For Notley, truth does not lie hiding in some secret recess. It comes up; it occurs over the course of time, over the course of thinking and living and their telling, if one manages to remain open enough. This argument—that truth lives in time rather than on top of it—is a radical epistemological perspective that unfastens truth from the fixity of its position and reintegrates it into the instability of a living moment. “The poet’s job is to unsay Fate,” Notley writes in her 2002 talk “The Iliad and Postmodern War,” asserting the poet’s task of countering permanence. 

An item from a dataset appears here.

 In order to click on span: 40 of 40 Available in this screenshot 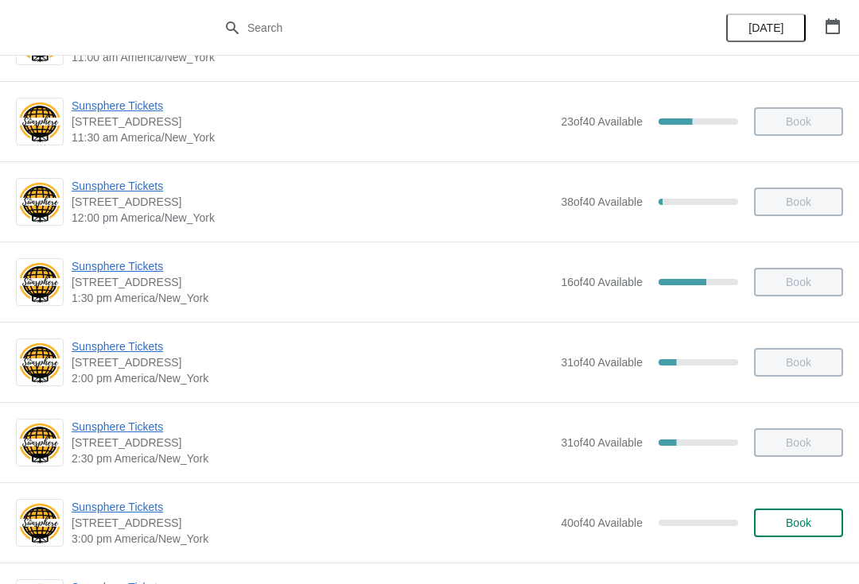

In what feels like the collection’s seminal talk, “Instability in Poetry,” which Notley delivered in 2001 at Temple University, she hones in on this ethic of openness by way of a couplet from her poem “City of Tingling”: “Come with me amid this instability / permit me not to know what things mean yet.” “What things mean” here, Notley suggests,              

refers to the elements of what is taken for reality, it refers to the notion that we have created the world we perceive, by limiting how much we perceive and by defining how we perceive it. The lines hope for a poem with enough holes and slippery places in it for another way of perceiving or being to leak in, thus the poem is not terribly interested in keeping track of itself, because it doesn’t want to be another system.

Notley is acutely aware of the violence of system-making, the will to define, contain, and control. Her discussions of poetics develop in tandem with the critique of political systems of control and domination. The ethics, and poetics, of instability here are political, embodying a way of receiving the fluidity of what is alive. Notley writes against these systems that attempt to “settle” what is and is not and sever the body—of meaning, of personhood, of the public, of the text—from its potential in becoming. War is one such system that preoccupies Notley. Writing of the Vietnam War, which her brother fought in, the Iraq War that spanned eight years of this collection, and the literary Trojan War, Notley presents war as a system dedicated to the “preservation” of meaning through control. “Do we need the definers after all?”

Over the course of these talks, we have the pleasure of riding with Notley through time, moving with her, and listening as her thinking uncovers itself before us. Her genius is in her openness to what comes. Once again, we encounter Notley as one the great interlocutors of the world, a dedicated advocate for what is between and beyond definition.

Tess Michaelson is a writer and multidisciplinary artist based in New York who works at the intersection of text and performance. Her writing has appeared in motor dance magazine, The Brooklyn Rail, Cost of Paper, and Chicago Review, among others. She is currently at work on an improvisational novel.